Other formats

    TEI XML file   ePub eBook file  

Connect

    mail icontwitter iconBlogspot iconrss icon

Journal of the Nelson and Marlborough Historical Societies, Volume 1, Issue 2, November 1982

[introduction]

page 11

(J. Dakin of Wellington has made an Intensive study of the early education in the Nelson Province before the Central Board of Education took over. We print the full text but a typescript with full documentation of all references is held at the Nelson Provincial Museum and may be consulted by any one interested.)

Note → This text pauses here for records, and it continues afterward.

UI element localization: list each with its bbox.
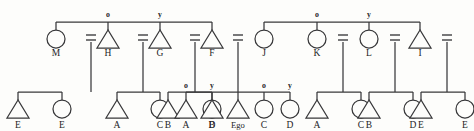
person-a-g2-6-male-triangle-icon[interactable] <box>175 100 197 118</box>
connector-lines-layer <box>18 22 465 100</box>
person-c-g2-12-label: C <box>358 120 364 130</box>
person-a-g2-2-male-triangle-icon[interactable] <box>106 100 128 118</box>
person-f-g1-3-male-triangle-icon[interactable] <box>201 30 223 48</box>
person-b-g2-13-label: B <box>366 120 372 130</box>
person-k-g1-1-label: K <box>314 48 321 58</box>
person-b-g2-4-label: B <box>165 120 171 130</box>
person-e-g2-0-male-triangle-icon[interactable] <box>7 100 29 118</box>
kinship-diagram-canvas: MHoGyFJKoLyIEEACBDAoByEgoCoDyACBDEE <box>0 0 474 131</box>
person-k-g1-1-birth-order-marker: o <box>315 10 319 19</box>
person-a-g2-6-label: A <box>183 120 190 130</box>
person-ego-g2-8-label: Ego <box>231 120 245 130</box>
person-c-g2-9-label: C <box>261 120 267 130</box>
person-e-g2-16-label: E <box>462 120 468 130</box>
person-e-g2-1-female-circle-icon[interactable] <box>53 100 71 118</box>
person-g-g1-2-birth-order-marker: y <box>158 10 162 19</box>
person-ego-g2-8-male-triangle-icon[interactable] <box>227 100 249 118</box>
person-a-g2-11-male-triangle-icon[interactable] <box>306 100 328 118</box>
person-j-g1-0-label: J <box>262 48 266 58</box>
person-k-g1-1-female-circle-icon[interactable] <box>308 30 326 48</box>
person-e-g2-16-female-circle-icon[interactable] <box>456 100 474 118</box>
person-d-g2-10-birth-order-marker: y <box>288 81 292 90</box>
person-a-g2-2-label: A <box>114 120 121 130</box>
person-symbols-layer <box>7 30 474 118</box>
person-b-g2-7-birth-order-marker: y <box>210 81 214 90</box>
person-i-g1-3-male-triangle-icon[interactable] <box>409 30 431 48</box>
person-i-g1-3-label: I <box>418 48 421 58</box>
kinship-diagram: MHoGyFJKoLyIEEACBDAoByEgoCoDyACBDEE <box>0 0 474 131</box>
person-h-g1-1-label: H <box>105 48 112 58</box>
person-a-g2-11-label: A <box>314 120 321 130</box>
person-e-g2-0-label: E <box>15 120 21 130</box>
person-d-g2-10-female-circle-icon[interactable] <box>281 100 299 118</box>
person-e-g2-1-label: E <box>59 120 65 130</box>
person-m-g1-0-female-circle-icon[interactable] <box>47 30 65 48</box>
person-j-g1-0-female-circle-icon[interactable] <box>255 30 273 48</box>
person-b-g2-7-label: B <box>209 120 215 130</box>
person-d-g2-10-label: D <box>287 120 294 130</box>
person-m-g1-0-label: M <box>52 48 61 58</box>
person-c-g2-9-female-circle-icon[interactable] <box>255 100 273 118</box>
person-f-g1-3-label: F <box>209 48 214 58</box>
person-a-g2-6-birth-order-marker: o <box>184 81 188 90</box>
person-g-g1-2-male-triangle-icon[interactable] <box>149 30 171 48</box>
person-c-g2-9-birth-order-marker: o <box>262 81 266 90</box>
person-g-g1-2-label: G <box>157 48 164 58</box>
person-d-g2-14-label: D <box>410 120 417 130</box>
person-l-g1-2-birth-order-marker: y <box>367 10 371 19</box>
person-c-g2-3-label: C <box>157 120 163 130</box>
person-h-g1-1-birth-order-marker: o <box>106 10 110 19</box>
person-l-g1-2-female-circle-icon[interactable] <box>360 30 378 48</box>
person-h-g1-1-male-triangle-icon[interactable] <box>97 30 119 48</box>
person-l-g1-2-label: L <box>366 48 372 58</box>
person-e-g2-15-label: E <box>418 120 424 130</box>
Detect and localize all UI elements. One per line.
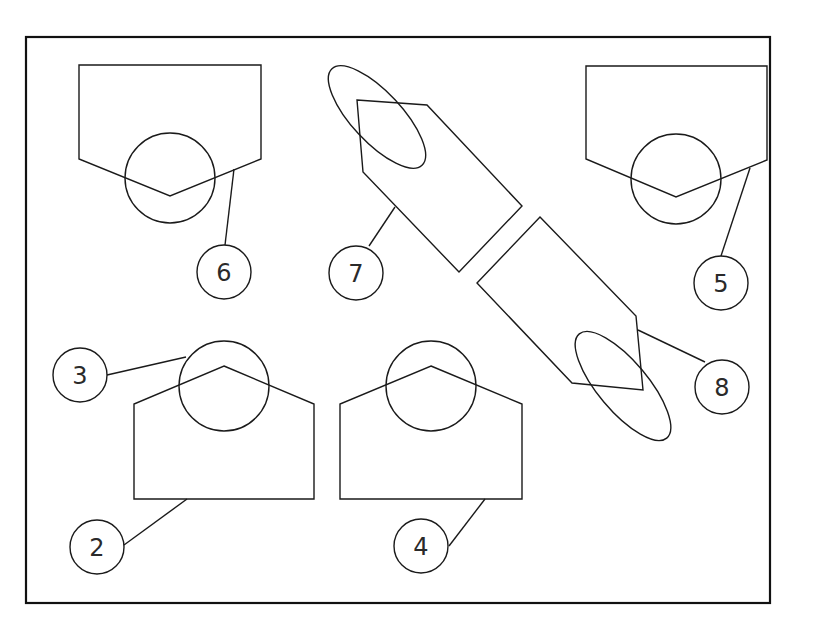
part-6-leader <box>225 169 234 245</box>
callout-7-label: 7 <box>348 260 363 288</box>
callout-6-label: 6 <box>216 259 231 287</box>
part-2-3: 3 2 <box>53 341 314 574</box>
callout-8-label: 8 <box>714 374 729 402</box>
callout-5-label: 5 <box>713 270 728 298</box>
part-5: 5 <box>586 66 767 310</box>
part-7-leader <box>369 207 395 246</box>
part-4-circle <box>386 341 476 431</box>
part-5-leader <box>721 168 750 256</box>
part-4-outline <box>340 366 522 499</box>
part-4-leader <box>449 499 485 546</box>
part-7-ellipse <box>314 52 441 183</box>
callout-4-label: 4 <box>413 533 428 561</box>
drawing-canvas: 6 5 3 2 4 7 8 <box>0 0 820 628</box>
part-8-outline <box>477 217 643 390</box>
part-8: 8 <box>477 217 749 454</box>
drawing-frame <box>26 37 770 603</box>
part-2-leader <box>124 499 187 545</box>
part-4: 4 <box>340 341 522 573</box>
callout-3-label: 3 <box>72 362 87 390</box>
part-3-leader <box>107 357 186 375</box>
part-8-ellipse <box>560 318 686 454</box>
part-5-outline <box>586 66 767 197</box>
callout-2-label: 2 <box>89 534 104 562</box>
part-7: 7 <box>314 52 522 300</box>
part-7-outline <box>357 100 522 272</box>
part-6: 6 <box>79 65 261 299</box>
part-8-leader <box>638 330 705 362</box>
part-6-circle <box>125 133 215 223</box>
part-5-circle <box>631 134 721 224</box>
part-2-outline <box>134 366 314 499</box>
part-3-circle <box>179 341 269 431</box>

In their discussion of early initiatives in elementary education in New Zealand the educational historians have singled out the pioneering ventures of the early settlers of Nelson as being especially significant for the subsequent development of primary education in this country. Butchers avers that the Nelson School Society "instituted the first and in many respects the most successful systems of public schools in New Zealand and the one which, more than any other, served as a model for the national system of education adopted for the whole colony in 1877". Campbell credits the early settlers of Nelson with having evolved, in conditions of great difficulty, "a little school system that was ultimately to become an inspiration to the whole of New Zealand". The Cummings in their recently published history, while noting the shortcomings of the Nelson School Society's schools, have pointed out the "significant fact" that "the onus for maintaining and developing them was placed in the hands of the committee themselves".

In view of the historical importance attached to the schools of the early Nelson settlement it will be worthwhile to examine in some depth the circumstances and the manner of this early educational development from the time of the arrival of the first settlers to the early years of the provincial era when the provincial government took over the elementary public schools. In order to appraise the extent and nature of community involvement in the organisation of elementary education during this period it will be necessary to take account of the role of the church schools and private venture schools as well as the schools of the Nelson School Society. Some attention must be paid too, to the condition of elementary education in Britain of the early 1840s from which the settlers came and to the social background of those engaged in the advancement of education in Nelson. How important, for instance, was the part played by such well educated leading personages as Fox, Dillon and Domett and how much of the development can be attributed to the spontaneous efforts of the rank and file of the community?

A good deal has already been written about the early Nelson schools and reference will be made to these writings from time to time.